Update 3:20 p.m.: Jones drops case. More: Popehat (on role of Marc Randazza).
“Law Professor Sues Above the Law Blog”
Ben Sheffner at Copyrights & Campaigns, Michael Krauss at Point of Law and Karen Sloan at the NLJ have details on a pro se suit filed by University of Miami lawprof Donald Marvin Jones.
Blawg Review #234
It’s hosted by Victoria Pynchon, who’s guestblogged in this space, at her site Settle It Now.
Defensive medicine and hospital admissions
Unnecessary testing and prescribing is often the first example that comes to mind in discussions of defensive medicine, but Stuart Turkewitz, M.D., explains why needless hospital admissions, especially of older adults and those with chronic medical problems, should also be seen as a prime example. Just to lend interest, Dr.
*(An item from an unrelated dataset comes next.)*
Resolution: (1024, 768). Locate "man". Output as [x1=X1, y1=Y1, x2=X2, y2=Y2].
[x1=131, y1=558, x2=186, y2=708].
Turkewitz, an internist and geriatrician, contributes the views as a guest blogger at the New York Personal Injury Law Blog, published by his lawyer brother Eric.
If you’re not reading Point of Law
If you’re not following my other site, here’s some of what you’re missing:
- Advance-fee fraud (“Nigerian 419”) scam emails that pose as international product-liability payouts;
- Coverage of the recent Washington, D.C. developments on med-mal reform [Carter Wood and more];
- The soil from which ACORN grew;
- Judges keep swatting down California’s efforts to run its own foreign policy through reparations litigation;
- Which college majors lead to the lowest scores on the LSAT? Why, the most law-related ones;
- And the legal ethics of settlement negotiations.
Why not add Point of Law to your Google Reader or other RSS reader today, along of course with Overlawyered, if you haven’t yet?
When lawyers’ blogs proclaim their expertise
Readers need to be careful, says John Day.